There's no boast, or false modesty, in the description.
Tweedy and band know they are fortunate, and know the effort they've put into
it. In the era of instant (and often short) X-Factor or Idol success, Wilco
love what they do, do what they love. “I know some people in other bands don't
enjoy having to ‘perform’. That's tragic to me. Not that people should be
Pollyanna-ish about it. It can be a struggle, but equally you don't need a
guitar-shaped swimming pool – that's of a different time, a different era of
excess.“We can play just about anything of ours, pretty much. There are certainly things we feel we might not play as well as others, and some we're pretty good at. And there is a few we'd mostly like to leave as just being album tracks,” he chuckles conspiratorially. “Practically, when we're playing, we try to write a setlist early in the day, so if we think of something that's out of that ‘main rotation' we have a chance to run through it at soundcheck – or more likely in the dressing room, twenty minutes before we go on.”
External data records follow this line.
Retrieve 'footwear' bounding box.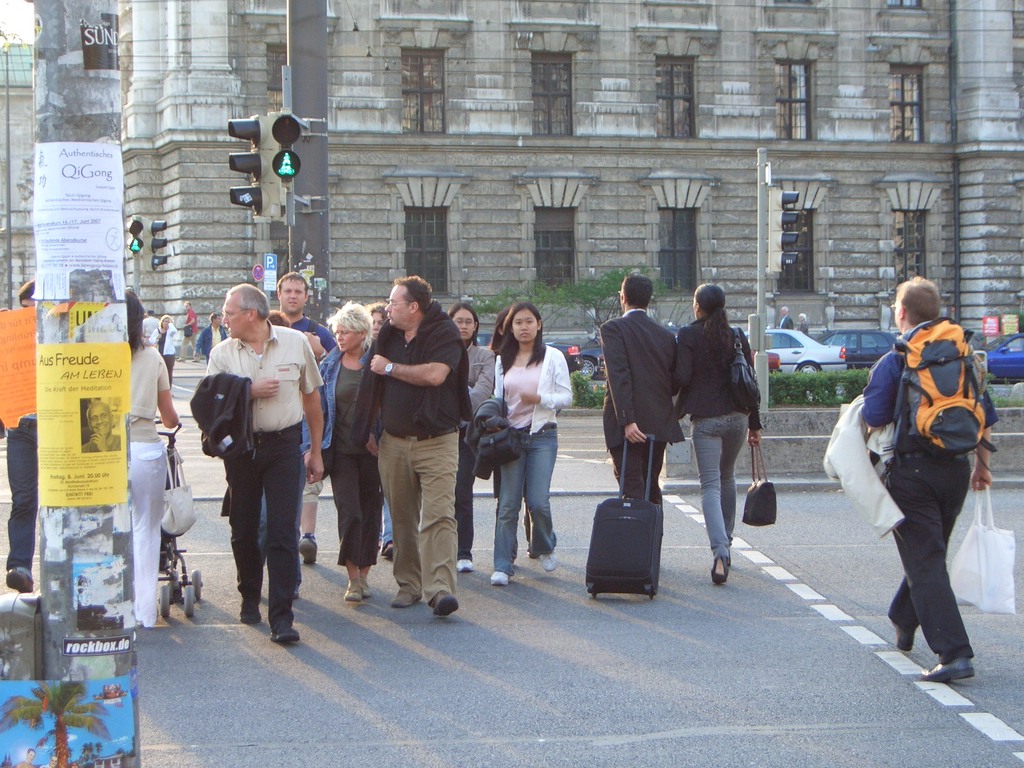
Bounding box: left=488, top=570, right=509, bottom=584.
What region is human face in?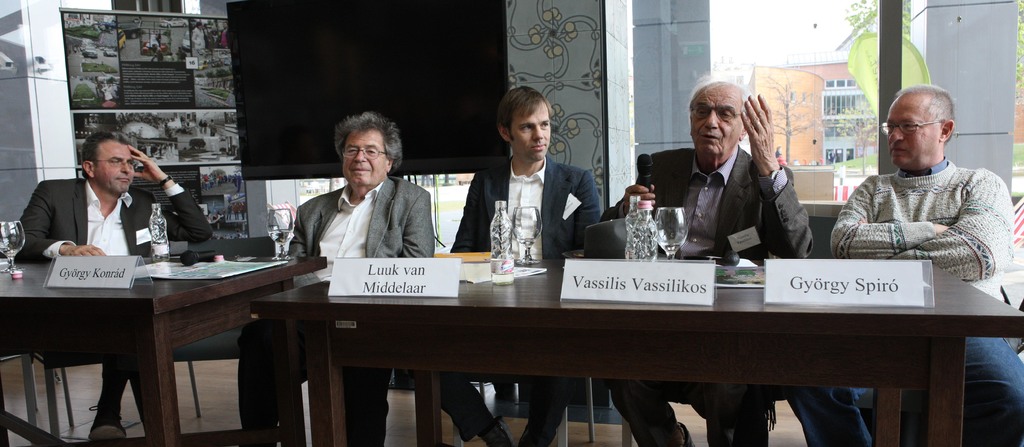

“We've learnt to live within our means – just operate in a responsible way. That's another extension of the creativity of the band. To how you present yourself – and to not be beholden to that monetary aspect.”
There is an honesty, a sincerity, in Jeff Tweedy: “I feel very fortunate to be a working musician making a living from it. I'm a grown-up, is what I am. Rock'n'roll is itself too old to be a youth sport anymore. Rock'n'roll's been around for a long time, and I don't see any real intelligence for just rebelling against '…whatever you've got.'
“Absolutely I had my punk rock phase – I still see plenty of
things to rebel against. But at this point of my life, personally, I'm
rebelling against being an arrested development adolescent – that's worth
rebelling against.”
So, are Wilco still a bar band at heart?
He pauses for a moment, then chooses to take the question
literally: “Um, you know, maybe not. Bars can be tough. And, for starters,
there's six of us now. Wilco tends to have a pretty large footprint – a small
stage can get a bit crowded. Even a thing like Glen's drumkit has grown over
time – it's now a bit like a large piece of farm machinery to lug around. It could
be so much easier if he could just drive it straight onto the stage.”